We've also introduced a new command to load in strings as tables. This new read command will take a pattern that describes the columns, their names, and where they are in each row of the string.

> open .editorconfig
root = true

[*]
indent_style = space
indent_size = 4
charset = utf-8
trim_trailing_whitespace = true
insert_final_newline = false
end_of_line = lf
> open .editorconfig | read "{variable} = {value}"
━━━┯━━━━━━━━━━━━━━━━━━━━━━━━━━┯━━━━━━━
 # │ variable                 │ value
───┼──────────────────────────┼───────
 0 root true
 1 indent_style space
 2 indent_size 4
 3 charset utf-8
 4 trim_trailing_whitespace true
 5 insert_final_newline false
 6 end_of_line lf

Bugfixes (sophiajt, JesterOrNot, thegedge, andrasio, wycats, notryanb, Detegr, t-hart)

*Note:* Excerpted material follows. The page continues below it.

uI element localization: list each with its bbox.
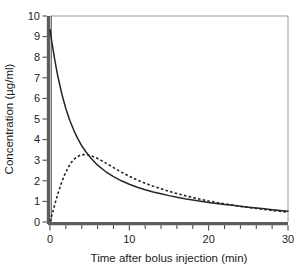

As always, we've had lots of bugfixes. A huge "thank you!" to folks who reported issues, fixed issues, and just generally shared their experience with the shell. It's much appreciated and helps to continue making Nu that much better.

Survey

If you haven't already taken it, we'd love to hear your feedback in a quick (roughly 3 question) surveyopen in new window.

Looking forward

There are a bunch of areas we're currently working on to make Nu more stable and feature complete. Until this work is finished, please consider Nu to be somewhere in the pre-alpha to alpha quality level.

That said, we're excited to merge this work and continue to take steps towards a more full-featured shell. Soon to be coming will be Nu working on stable Rust(!!), some improvements in the Nu internal engine which will make it possible to have better streaming and cleaner commands, and features like aliases.